[Python-ideas] Python Convert

Steven D'Aprano steve at pearwood.info
Fri Jul 12 07:16:57 CEST 2013


On 12/07/13 12:01, Daniel Rode wrote:
> Since Python3, the python creators removed a lot of encodings from the
> str.encode() method. They did it because they weren't sure how to implement
> the feature in Python3. They wanted it to be better.

That's wrong. They didn't remove them, they are just inaccessible from the string API. And they didn't do it because they weren't sure how to implement the feature, but because the feature was broken. Strings had both an encode and decode method, and people kept using the wrong one and getting weird results.

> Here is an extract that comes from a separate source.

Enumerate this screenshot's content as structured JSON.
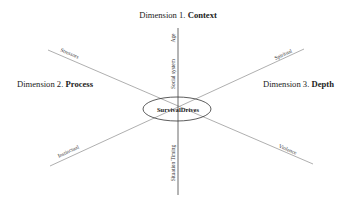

Python 3 has the right API: you *encode* strings to bytes, and only bytes, and you *decode* bytes to strings, and only strings.

However, the codec machinery is a lot more general than just str <-> bytes. Codecs can transform from bytes to bytes, or from strings to strings, or to other things, and you can still do so using the codecs module:

py> codecs.encode(b"Hello World", "hex_codec")
b'48656c6c6f20576f726c64'
py> codecs.encode("Hello World", "rot_13")
'Uryyb Jbeyq'


although the interface is a bit clunky. There's no way of telling ahead of time whether a codec expects bytes or strings.


See also this open bug report:

http://bugs.python.org/issue7475

and this one, pointing out that there's no easy way to know what codecs are available:

http://bugs.python.org/issue17878


So there's a fair bit of improvement needed in the codec machinery.